Center for Fair & Alternative Trade
Handbook of Research on Fair Trade
Posted Winter 2015.
Winter 2015. The long awaited Handbook of Research on Fair Trade is now available! The first of its kind, this volume provides a synthetic overview and guide to cutting edge research, theory, and debates. Laura Raynolds and Elizabeth Bennett (eds) assemble 30 chapters by the world’s foremost fair trade scholars. The Handbook serves as both a comprehensive overview and in-depth guide to dominant perspectives and concerns. Chapters analyze the rapidly growing fair trade movement and market, exploring diverse initiatives and organizations, production and consumption regions, and food and cultural products.

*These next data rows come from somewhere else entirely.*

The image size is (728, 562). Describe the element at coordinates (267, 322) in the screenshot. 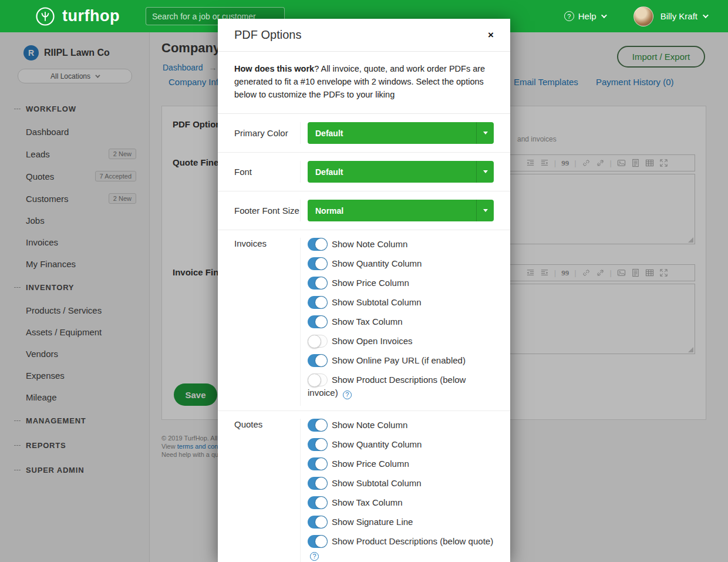

I see `invoices-label: Invoices` at that location.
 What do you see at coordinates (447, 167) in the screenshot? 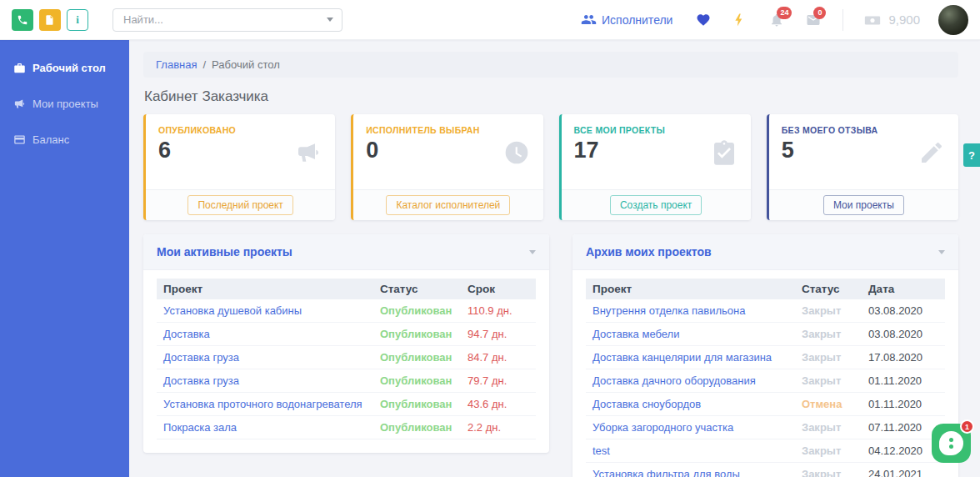
I see `stat-card-executor-chosen: ИСПОЛНИТЕЛЬ ВЫБРАН 0 Каталог исполнителе…` at bounding box center [447, 167].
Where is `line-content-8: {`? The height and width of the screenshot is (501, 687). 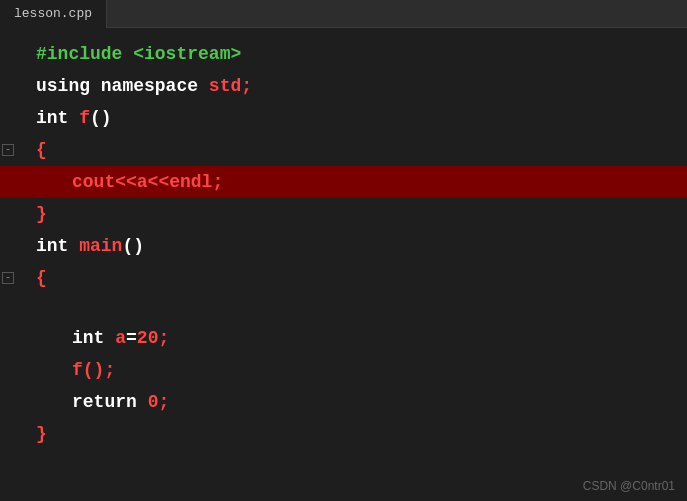 line-content-8: { is located at coordinates (358, 278).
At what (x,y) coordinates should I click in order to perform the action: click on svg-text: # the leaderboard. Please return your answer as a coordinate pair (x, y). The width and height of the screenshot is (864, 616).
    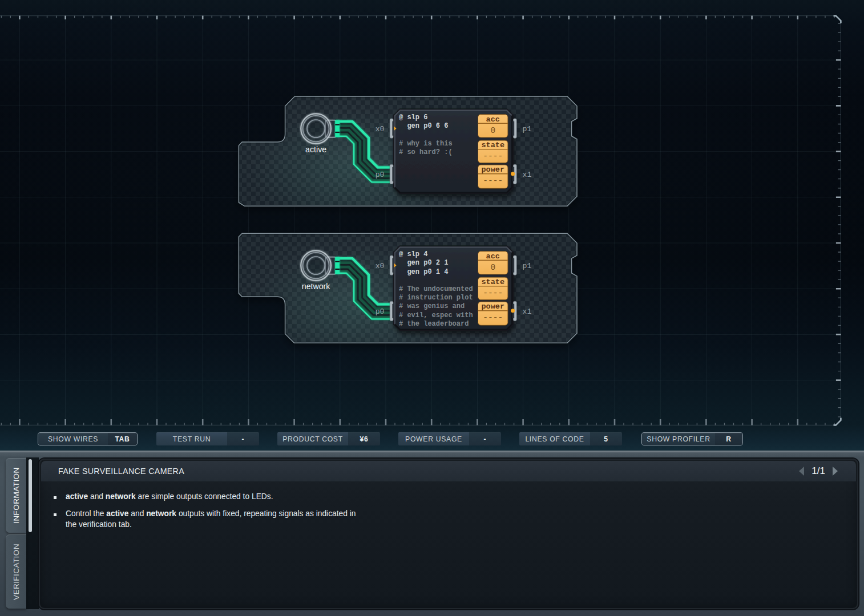
    Looking at the image, I should click on (434, 324).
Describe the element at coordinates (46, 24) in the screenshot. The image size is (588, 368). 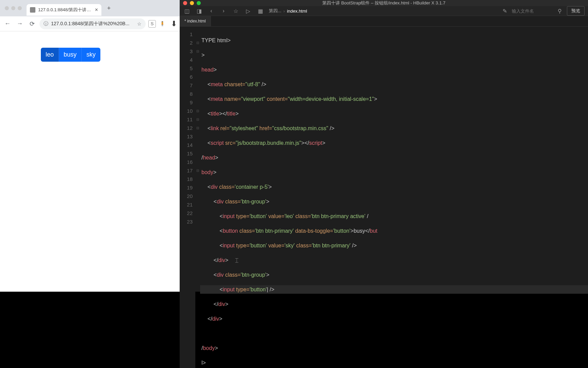
I see `info-icon: ⓘ` at that location.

For More Information and To View the Table of Contents
Download the Introduction Chapter for Free
Fair trade is now commonly discussed by social scientists, business people, development practitioners, movement activists and consumers. Conceptually, fair trade refers to a critique of the historical inequalities inherent in international trade and to a belief that trade can be made more socially just. In practice, fair trade comprises various initiatives that challenge global inequalities and seek to create more egalitarian links between producers and consumers.
The Handbook of Research on Fair Trade edited by CFAT Director Laura Raynolds and Associate Elizabeth Bennett was commissioned by Edward Elgar Publishing to provide a synopsis and appraisal of the field of fair trade studies. This volume analyzes the key domains of fair trade research, focusing in four thematically organized sections on: (1) Introduction to Fair Trade, (2) The Fair Trade Movement, (3) The Business of Fair Trade, and (4) Fair Trade and International Development. Providing a broad overview, the Handbook sheds light on diverse production and consumption regions, divergent initiatives and organizations, and numerous fair trade commodities (including coffee, tea, flowers, wine, crafts, etc…).
Thirty original chapters analyze key topics in fair trade, illuminating major theoretical and empirical issues; assessing existing research; evaluating central debates; and identifying critical unanswered questions. Entries are written by preeminent fair trade scholars from around the world and from across the social sciences—from sociology, political science, geography, economics and anthropology as well as from business and international development fields. The Handbook is written for those new to fair trade as well as those well versed in this area; for those scholars interested primarily in theoretical issues and for those activists and practitioners focused largely on pragmatic solutions to today’s pressing problems.